Producing sports stars is also serious business and starts early. In a system that has been likened to that of Eastern Europe, especially the former East Germany, young children are plucked from their families, placed in special sports schools, and lead Spartan lives of training and competition.

But troubles still bedevil Chinese sports. The specter of drug abuse hangs over its swimmers and other athletes who have been banned from international competition. Critics among international sports officials and coaches from other countries draw parallels to drug-laden East German successes. They blame drug use on pressures to catch up quickly in international competition, and say telltale signs of steroid and other drug use (acne, prominent jaws, extremely muscular thighs) are particularly evident amo ng Chinese women swimmers.

Chinese athletes and coaches say they are asked about the charges by other participants at international competitions and consider the allegations an acute embarrassment. "Such accusations have done damage to the image of Chinese athletes," says Qian Kui, head coach of the gymnastics team, "and are a disgrace to Chinese athletics as a whole."

Stung by the repeated charges, Chinese sports officials say they oppose drug abuse and are spending $1 million yearly on drug testing and opening an international drug-testing center.
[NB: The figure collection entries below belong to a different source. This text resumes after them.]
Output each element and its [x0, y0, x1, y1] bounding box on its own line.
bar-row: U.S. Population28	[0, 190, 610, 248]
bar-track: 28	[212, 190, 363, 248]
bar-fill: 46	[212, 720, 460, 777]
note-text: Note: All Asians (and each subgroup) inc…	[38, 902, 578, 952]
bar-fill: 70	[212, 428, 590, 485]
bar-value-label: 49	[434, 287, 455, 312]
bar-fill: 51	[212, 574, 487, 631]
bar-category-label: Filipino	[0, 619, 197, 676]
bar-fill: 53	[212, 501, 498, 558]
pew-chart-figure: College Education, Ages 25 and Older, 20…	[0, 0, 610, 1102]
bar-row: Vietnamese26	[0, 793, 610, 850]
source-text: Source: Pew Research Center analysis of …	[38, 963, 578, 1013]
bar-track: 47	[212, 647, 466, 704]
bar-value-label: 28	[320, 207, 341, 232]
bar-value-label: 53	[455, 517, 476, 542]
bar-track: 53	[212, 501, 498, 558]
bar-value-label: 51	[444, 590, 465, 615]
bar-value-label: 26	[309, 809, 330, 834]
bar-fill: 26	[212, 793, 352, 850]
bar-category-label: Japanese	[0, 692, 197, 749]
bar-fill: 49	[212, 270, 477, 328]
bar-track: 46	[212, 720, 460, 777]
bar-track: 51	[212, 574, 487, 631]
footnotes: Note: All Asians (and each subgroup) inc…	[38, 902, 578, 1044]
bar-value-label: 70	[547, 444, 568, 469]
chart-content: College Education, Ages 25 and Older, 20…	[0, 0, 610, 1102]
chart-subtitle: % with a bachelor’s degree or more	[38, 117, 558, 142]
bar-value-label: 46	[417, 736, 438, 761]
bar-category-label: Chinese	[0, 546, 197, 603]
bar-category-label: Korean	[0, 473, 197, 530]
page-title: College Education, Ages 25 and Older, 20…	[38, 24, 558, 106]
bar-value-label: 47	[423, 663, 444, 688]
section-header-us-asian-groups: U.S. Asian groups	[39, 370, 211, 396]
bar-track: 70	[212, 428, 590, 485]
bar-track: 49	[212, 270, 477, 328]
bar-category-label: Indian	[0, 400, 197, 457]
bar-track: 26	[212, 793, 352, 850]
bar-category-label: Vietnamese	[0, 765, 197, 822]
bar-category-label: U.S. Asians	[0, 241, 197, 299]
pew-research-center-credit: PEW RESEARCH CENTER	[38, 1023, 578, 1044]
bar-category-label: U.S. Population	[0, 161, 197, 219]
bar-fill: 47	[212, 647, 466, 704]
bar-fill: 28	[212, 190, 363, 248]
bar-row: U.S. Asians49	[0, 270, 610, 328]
Warnings against steroid use are now prominently displayed in Chinese training facilities.

Contending that the drug charges stem from jealousy over China's successes, officials say no one deliberately takes drugs and instead blame cases on the use of Chinese herbal medicines, many of whose compositions are unknown, and on lack of knowledge among Chinese competitors.

"Scientifically, China is less developed than other countries. Our awareness of drug use and efforts against drug use came later than efforts in the United States or Germany or other countries," says Gao Daan, vice-director of the National Research Institute of Sports Science.

"The use of drugs in sports events is just like an addiction.... It's impossible to do away with it completely," he continues. "It is hard.... There are still cases."

But Chinese protestations get little sympathy in sports circles. Many international athletic organizations are launching expensive and controversial blood-testing during training to improve monitoring.

Chinese sports ambitions also have been hindered by limited resources, officials and coaches say. Increasingly China has been forced to turn to unemployed coaches from the former Soviet Union and Eastern European countries. Soviet coaches recruited

Huang Jian, former head coach of the track and field team, said in a Monitor interview that he has recruited more than two dozen former Soviet coaches in cycling, swimming, weightlifting, and track and field for China.

At the gymnastics training center in Beijing, Olympic gold-medalist Lu Li practiced the dance moves learned from a Russian coach.

"The [former Soviet] and Romanian gymnasts are good at horse vaulting and floor exercises, so I would like to learn from them," says the elfin 16-year-old.

Compared with the lives of many in this still-poor country, athletics is a lucrative way of life and a passport out of rural poverty for many athletes.

Like the rest of China, rapid economic growth is also changing the world of sports. Economic reforms are drawing new funding from state and private companies to supplement limited government resources and even prompting the emergence of a network of professional clubs in soccer and other sports.

Chinese coaches and athletes say economic change will bring new commercial opportunities along the lines of product endorsements in the West. With just one more Olympics ahead of him, 20-year-old Li already is making plans to go into business.

"The market economy will bring benefits to athletes commercially," he says. "When that changes, I'll retire."